Twelve days remain, and the weirdness may increase.
Or am I wrong?
Abbott a “likeable dope”?
No.
This is a very complex and contrived PR botoxing of a rather unlikeable individual- he doesn’t spontaneously turn up wearing fireman’s hats or garish bathers, these “events” are all quite intricately planned, meant to create a boofy image at odds with a reality known full well through focus groups, that is in diametric opposition to the idealised image proffered.
I agree that this is a moving piece of writing. At the risk of breaking the mood, might I say that THIS is the writing BOb should do more of.
Australian stories need to be told well.
This was for you, you jerk.
Read the fire article by Bob and then give yourself an uppercut.
Until he became opposition leader and had to scale back, Tony Abbott was like any of those volunteers in Bob’s piece about Ash Wednesday. And his volunteer work was kept completely quiet by him for years and years until exposed by others wanting him to receive appropriate recognition. A bit like his secret volunteering to work and teach Aborigines in far NQ. When he worked at a fire all night and slept through a parliamentary vote he got bagged left, right and centre and never said na word at the time.
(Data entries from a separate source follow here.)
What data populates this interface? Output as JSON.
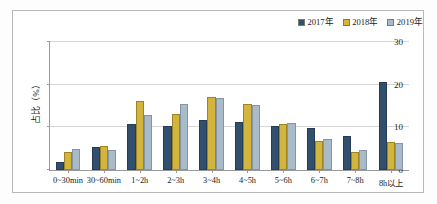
{
  "chart_data": {
    "type": "bar",
    "title": "",
    "xlabel": "",
    "ylabel": "占比（%）",
    "ylim": [
      0,
      30
    ],
    "yticks": [
      "0",
      "10",
      "20",
      "30"
    ],
    "ytick_values": [
      0,
      10,
      20,
      30
    ],
    "grid": true,
    "legend_position": "top-right",
    "categories": [
      "0~30min",
      "30~60min",
      "1~2h",
      "2~3h",
      "3~4h",
      "4~5h",
      "5~6h",
      "6~7h",
      "7~8h",
      "8h以上"
    ],
    "series": [
      {
        "name": "2017年",
        "color": "#32506e",
        "values": [
          1.9,
          5.3,
          10.8,
          10.2,
          11.8,
          11.2,
          10.2,
          9.8,
          7.9,
          20.7
        ]
      },
      {
        "name": "2018年",
        "color": "#d3b43c",
        "values": [
          4.3,
          5.6,
          16.1,
          13.2,
          17.0,
          15.4,
          10.7,
          6.8,
          4.2,
          6.6
        ]
      },
      {
        "name": "2019年",
        "color": "#a9bac9",
        "values": [
          5.0,
          4.6,
          13.0,
          15.5,
          16.9,
          15.2,
          11.1,
          7.3,
          4.8,
          6.3
        ]
      }
    ]
  }
}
I understand that ‘anything goes’ when the automatons get some bad political news but you are going to get the facts and like it when you do so publicly.
If we want a volunteer firefighter or a man to teach aborigines in FNQ, we’ll contact Abbott.
If we want a Prime Minister, we should look elsewhere.
Very good, Phill.
Physically fit perhaps. One wonders about the state of the brain :
http://www.abc.net.au/4corners/stories/2012/05/10/3499950.htm
Football and concussions, yes, but the improvements in gloves and the wearing of headgear in amateur boxing ironically have the potential to increase hits to the head. It is not the actual impact but the sloshing around the brain sustains in such activities.